A U.S. official confirmed that Nvidia has begun shipping its powerful H200 AI chips to China, a notable development given the export-control tensions that have shaped the market. The resumption of higher-end shipments signals a policy calibration that could reshape Chinese AI labs' hardware access — even as those same labs (DeepSeek most prominently) pursue domestic inference chips to reduce dependence on Nvidia and Huawei.
On the demand side, compute deals are getting larger. AI startup Reflection inked a $1 billion compute agreement with Nebius for access to Nvidia's latest accelerators, following a comparable SpaceX arrangement. These multibillion-dollar capacity commitments reflect a 'compute-investment' theme running through the week: securing GPU supply is now a strategic differentiator, and neoclouds like Nebius are becoming major channels for Nvidia silicon.
Nvidia also published guidance on evaluating general-purpose robot policies for real-world deployment, complementing its Jetson Thor edge modules and LeRobot collaboration — the company is simultaneously feeding data-center demand and seeding the robotics edge. Its Nemotron 3 Ultra, run on LangChain's agent orchestration, was pitched as leading benchmarks at lower cost than top closed models.

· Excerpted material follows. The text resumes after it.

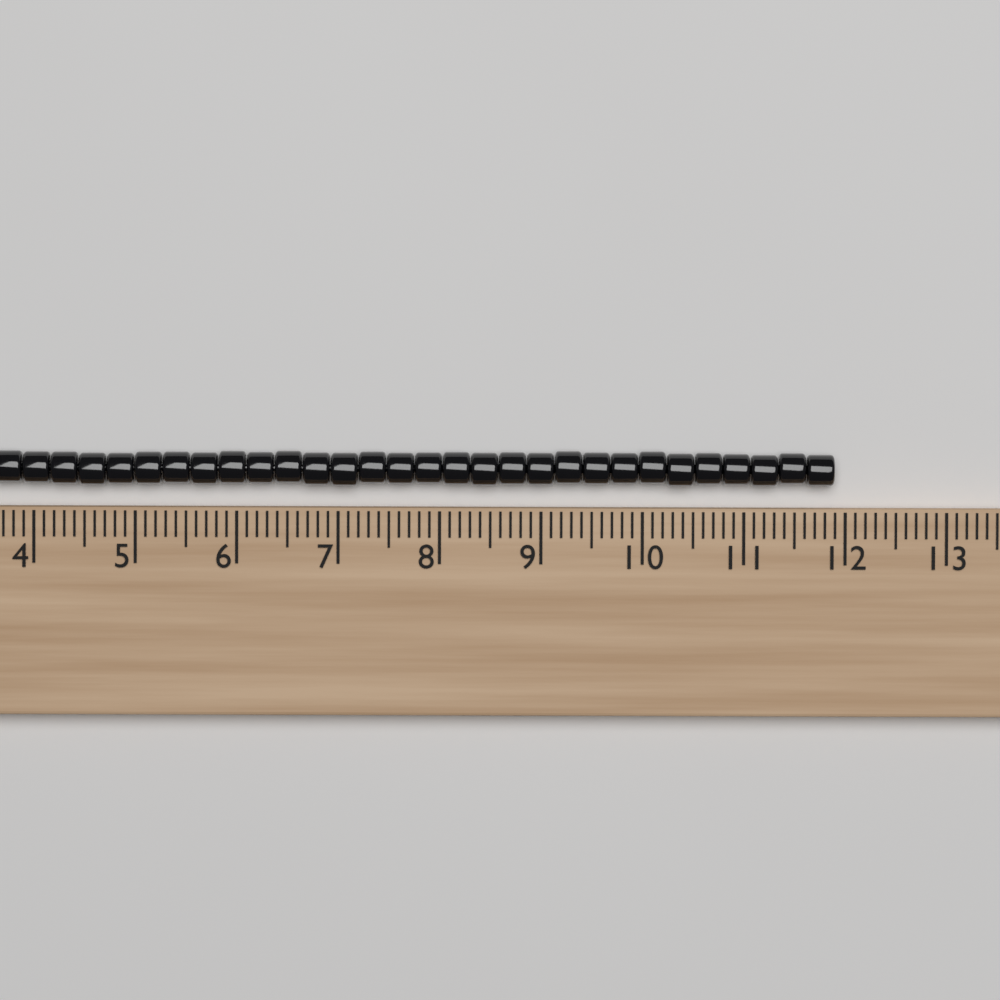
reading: 11.9 (no unit)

The China shipments are politically sensitive: critics worry about strengthening a strategic rival's AI capability, while proponents argue restricting sales only accelerates China's domestic chip efforts. What to watch: the scale and conditions of H200 exports, whether more $1B-class neocloud deals follow, and how DeepSeek's in-house chip ambitions alter Chinese demand for Nvidia parts over time.